At the 32nd Dubrovnik Economics Conference in Croatia, two top central bank officials publicly clashed over the future of stablecoins, exposing a deep divide between the United States and the United Kingdom on digital money.
Federal Reserve Governor Christopher Waller argued that dollar-backed stablecoins are a harmless payment innovation that could extend the reach of U.S. monetary policy abroad. He dismissed the idea that they pose an inherent threat, framing them instead as a source of much-needed competition in the payments sector. “I’ve always just looked at stablecoins as a payment instrument; there’s nothing evil about it, nothing dangerous about it,” Waller said. He further suggested that banks’ heavy lobbying against stablecoins proves how seriously incumbents view the threat.
Bank of England policymaker Megan Greene offered a starkly contrasting view. She predicted that tokenized bank deposits—not stablecoins—will become the dominant form of digital money. “I think tokenised deposits are probably going to take over from stablecoins and five years from now, I suspect we might wonder why we were talking about stablecoins,” Greene stated. She likened the competition to a race between a tortoise (CBDCs), a hare (stablecoins), and a rhino (tokenized deposits), betting on the rhino. Greene raised concerns that stablecoins drain funding from commercial lenders, could blunt monetary policy transmission, and face unresolved regulatory and financial stability risks.
The split mirrors a wider standoff between the Fed and the BoE. BoE Governor Andrew Bailey recently warned of a likely “coming wrestle” with Washington over cross-border stablecoin oversight, while Deputy Governor Sarah Breeden is reviewing proposed limits on pound-backed stablecoins after industry pushback. Meanwhile, U.S. lawmakers continue to debate the Digital Asset Market Clarity Act, with Senator Cynthia Lummis warning that inaction could let China take the lead.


**What is being asked**:
Drop all images. Then write out each line below exactly as given.

**Data**:
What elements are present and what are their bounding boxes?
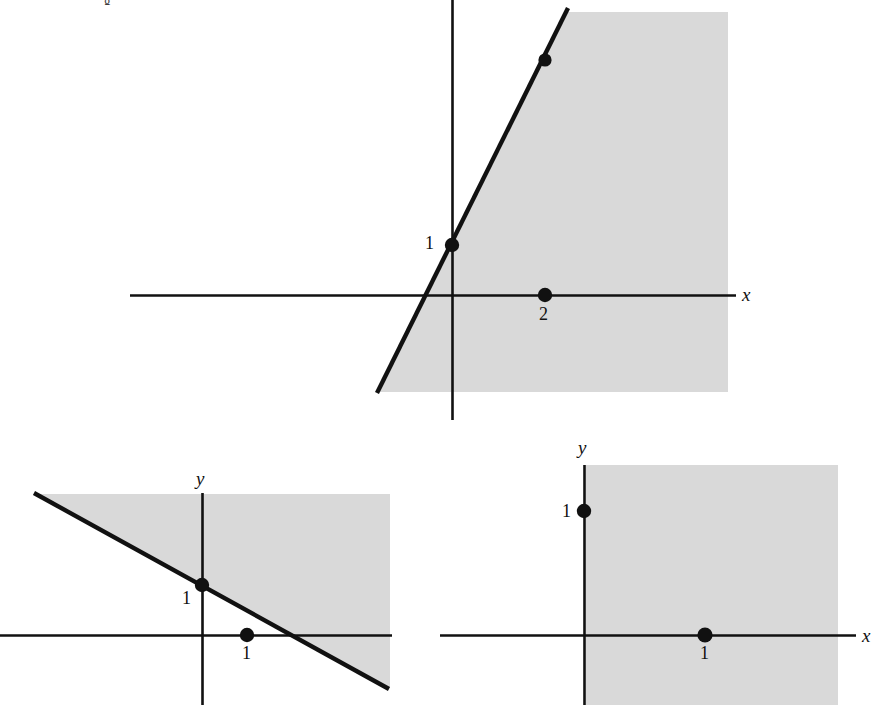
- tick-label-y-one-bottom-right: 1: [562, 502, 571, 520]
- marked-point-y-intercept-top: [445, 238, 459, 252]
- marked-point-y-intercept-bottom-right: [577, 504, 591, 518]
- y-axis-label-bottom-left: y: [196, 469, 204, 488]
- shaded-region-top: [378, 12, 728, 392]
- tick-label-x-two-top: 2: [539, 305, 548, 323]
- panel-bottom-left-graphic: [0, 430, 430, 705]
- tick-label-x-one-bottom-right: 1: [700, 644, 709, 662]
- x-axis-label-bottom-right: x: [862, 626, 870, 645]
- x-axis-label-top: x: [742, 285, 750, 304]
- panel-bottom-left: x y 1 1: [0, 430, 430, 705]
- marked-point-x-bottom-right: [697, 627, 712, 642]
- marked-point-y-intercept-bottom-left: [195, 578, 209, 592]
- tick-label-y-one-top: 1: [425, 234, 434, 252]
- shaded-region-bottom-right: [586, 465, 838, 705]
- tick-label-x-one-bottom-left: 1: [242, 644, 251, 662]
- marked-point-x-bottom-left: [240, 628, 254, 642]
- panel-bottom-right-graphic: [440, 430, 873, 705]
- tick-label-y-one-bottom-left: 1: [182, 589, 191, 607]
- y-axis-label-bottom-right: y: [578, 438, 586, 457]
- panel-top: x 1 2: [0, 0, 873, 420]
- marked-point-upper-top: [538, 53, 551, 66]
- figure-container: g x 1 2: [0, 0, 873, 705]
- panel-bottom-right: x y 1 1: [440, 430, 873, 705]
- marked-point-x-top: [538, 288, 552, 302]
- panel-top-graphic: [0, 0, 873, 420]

**Response below**:
What elements are present and what are their bounding boxes?
- tick-label-y-one-bottom-right: 1: [562, 502, 571, 520]
- marked-point-y-intercept-top: [445, 238, 459, 252]
- marked-point-y-intercept-bottom-right: [577, 504, 591, 518]
- y-axis-label-bottom-left: y: [196, 469, 204, 488]
- shaded-region-top: [378, 12, 728, 392]
- tick-label-x-two-top: 2: [539, 305, 548, 323]
- panel-bottom-left-graphic: [0, 430, 430, 705]
- tick-label-x-one-bottom-right: 1: [700, 644, 709, 662]
- x-axis-label-bottom-right: x: [862, 626, 870, 645]
- x-axis-label-top: x: [742, 285, 750, 304]
- panel-bottom-left: x y 1 1: [0, 430, 430, 705]
- marked-point-x-bottom-right: [697, 627, 712, 642]
- marked-point-y-intercept-bottom-left: [195, 578, 209, 592]
- tick-label-y-one-top: 1: [425, 234, 434, 252]
- shaded-region-bottom-right: [586, 465, 838, 705]
- tick-label-x-one-bottom-left: 1: [242, 644, 251, 662]
- marked-point-x-bottom-left: [240, 628, 254, 642]
- panel-bottom-right-graphic: [440, 430, 873, 705]
- tick-label-y-one-bottom-left: 1: [182, 589, 191, 607]
- y-axis-label-bottom-right: y: [578, 438, 586, 457]
- panel-top: x 1 2: [0, 0, 873, 420]
- marked-point-upper-top: [538, 53, 551, 66]
- figure-container: g x 1 2: [0, 0, 873, 705]
- panel-bottom-right: x y 1 1: [440, 430, 873, 705]
- marked-point-x-top: [538, 288, 552, 302]
- panel-top-graphic: [0, 0, 873, 420]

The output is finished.